The scope of justice is often known as a concept that helps us to understand how people endorse both extremely harmful behavior, such as genocide, deprivation of resources and dignity (e.g., Deutsch, 2006; Olson, Cheung, Conway & Hafer, 2010; Opotow, 1995, 2005), and also protective behavior, such as considering mankind and animals to exist within the same boundaries of justice (e.g., Bilewicz, Imhoff & Drogosz, 2011). In fact, theorists and researchers usually work with one of the two functions of the scope of justice in order to understand its context and consequences.
Functions of the Scope of Justice
People’s perception of the scope of justice has at least one psychological and one social function. The psychological function of the scope of justice could be the protection of individual well-being. Specifically, the process of defining the scope of justice helps individuals to cope with conflicts and decisions about unjust behaviors without threatening their self-concept as fair people. Indeed, Opotow’s (1995) studies suggest that individuals internalize prevailing societal arrangements, reshape their perceptions of marginalized groups, and reconfigure their scope of justice (mostly by narrowing it). In this process, individuals try to “feel ok” about their judgments and decisions of justice toward others. The applicability of fairness in this case is an important way of restoring our perception that “the world is just” (see Lerner, 1980, for more on the just world theory), regardless of whether the outcome is good or bad for others.
The social function of the scope of justice is to legitimize the social system (the status quo and existing social arrangements). People do not ordinarily engage in reprehensible behavior until they have justified the morality of their actions to themselves. This motivation to exclude people from their scope of justice is only possible within a society where people individually engage in moral restructuring, that is, people seek to find moral justification to various inhumane acts (Bandura, 1990). The consequences attributed to the use of the scope of justice in real-life situations propose that if someone is already excluded from one’s scope of justice, the tendency is to justify this exclusion, maintaining it (Opotow, 1995, 1997). The exclusion from the scope of justice justifies that this person "had to receive" the (usually bad) outcome. In other words, we justify the harm that befalls those outside our scope of justice as inevitable or deserved, because they are “morally excluded”. For example, Lima-Nunes, Pereira and Correia (2013) showed that exclusion from the perceiver’s scope of justice acts as a justifying argument to provide support for discriminatory policies toward immigrants (e.g., “immigrants should pay more for social security than national citizens should”) just because participants perceived immigrants as being outside of their moral community.

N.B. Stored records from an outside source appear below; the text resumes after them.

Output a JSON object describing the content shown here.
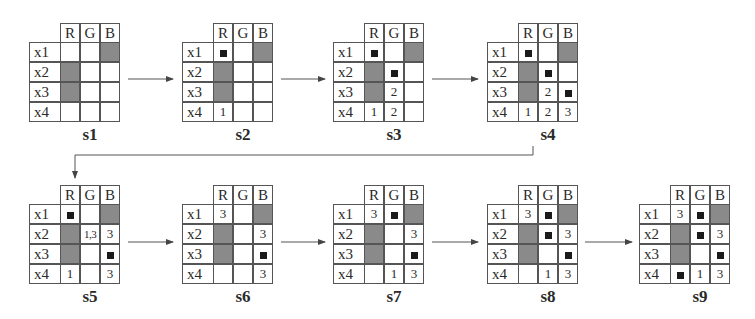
{
  "columns": [
    "R",
    "G",
    "B"
  ],
  "rows": [
    "x1",
    "x2",
    "x3",
    "x4"
  ],
  "colors": {
    "shaded": "#8a8a8a",
    "marker": "#1a1a1a",
    "line": "#555555"
  },
  "states": [
    {
      "label": "s1",
      "cells": [
        [
          "",
          "",
          "#"
        ],
        [
          "#",
          "",
          ""
        ],
        [
          "#",
          "",
          ""
        ],
        [
          "",
          "",
          ""
        ]
      ]
    },
    {
      "label": "s2",
      "cells": [
        [
          "■",
          "",
          "#"
        ],
        [
          "#",
          "",
          ""
        ],
        [
          "#",
          "",
          ""
        ],
        [
          "1",
          "",
          ""
        ]
      ]
    },
    {
      "label": "s3",
      "cells": [
        [
          "■",
          "",
          "#"
        ],
        [
          "#",
          "■",
          ""
        ],
        [
          "#",
          "2",
          ""
        ],
        [
          "1",
          "2",
          ""
        ]
      ]
    },
    {
      "label": "s4",
      "cells": [
        [
          "■",
          "",
          "#"
        ],
        [
          "#",
          "■",
          ""
        ],
        [
          "#",
          "2",
          "■"
        ],
        [
          "1",
          "2",
          "3"
        ]
      ]
    },
    {
      "label": "s5",
      "cells": [
        [
          "■",
          "",
          "#"
        ],
        [
          "#",
          "1,3",
          "3"
        ],
        [
          "#",
          "",
          "■"
        ],
        [
          "1",
          "",
          "3"
        ]
      ]
    },
    {
      "label": "s6",
      "cells": [
        [
          "3",
          "",
          "#"
        ],
        [
          "#",
          "",
          "3"
        ],
        [
          "#",
          "",
          "■"
        ],
        [
          "",
          "",
          "3"
        ]
      ]
    },
    {
      "label": "s7",
      "cells": [
        [
          "3",
          "■",
          "#"
        ],
        [
          "#",
          "",
          "3"
        ],
        [
          "#",
          "",
          "■"
        ],
        [
          "",
          "1",
          "3"
        ]
      ]
    },
    {
      "label": "s8",
      "cells": [
        [
          "3",
          "■",
          "#"
        ],
        [
          "#",
          "■",
          "3"
        ],
        [
          "#",
          "",
          "■"
        ],
        [
          "",
          "1",
          "3"
        ]
      ]
    },
    {
      "label": "s9",
      "cells": [
        [
          "3",
          "■",
          "#"
        ],
        [
          "#",
          "■",
          "3"
        ],
        [
          "#",
          "",
          "■"
        ],
        [
          "■",
          "1",
          "3"
        ]
      ]
    }
  ],
  "legend": {
    "shaded_cell": "#",
    "marker": "■"
  }
}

Antecedents of the Scope of Justice
Researchers hypothesize that there are some antecedents for being excluded from the scope of justice (Olson, Cheung, Conway & Hafer, 2010; Opotow, 1995). First, people relate the exclusion to the perceived utility of the target: a low perceived utility could increase the likelihood that a target will be excluded from the perceiver’s scope of justice. For instance, Opotow's (1993) research showed that a beetle that was perceived as beneficial was more likely to be included in the scope of justice than a beetle that was perceived as harmful. A second proposed antecedent of exclusion is the perceived threat posed by the other, such as incompatibility in the search for resources. In her qualitative and experimental studies, Opotow (1993) demonstrated that increasing conflict severity predicted exclusion from the scope of justice. In the experimental study, the beetle was included in the perceivers’ scope of justice only in low-conflict situations, that is, when humans' need for the beetles' habitat was questionable.

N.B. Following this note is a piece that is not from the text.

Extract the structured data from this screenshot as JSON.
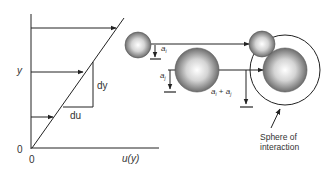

Finally, a third proposed antecedent is a lack of identification or perceived dissimilarity between target and perceiver. This was shown by Opotow (1995) to be an intriguing antecedent of exclusion from the scope of justice. In the experimental study that she carried out, it was identified that a perceived similarity to the beetle per se did not predict inclusion in the scope of justice. However, in low-conflict scenarios, participants who perceived the beetle as similar were more likely to believe that considerations of fairness could be applied to the insect.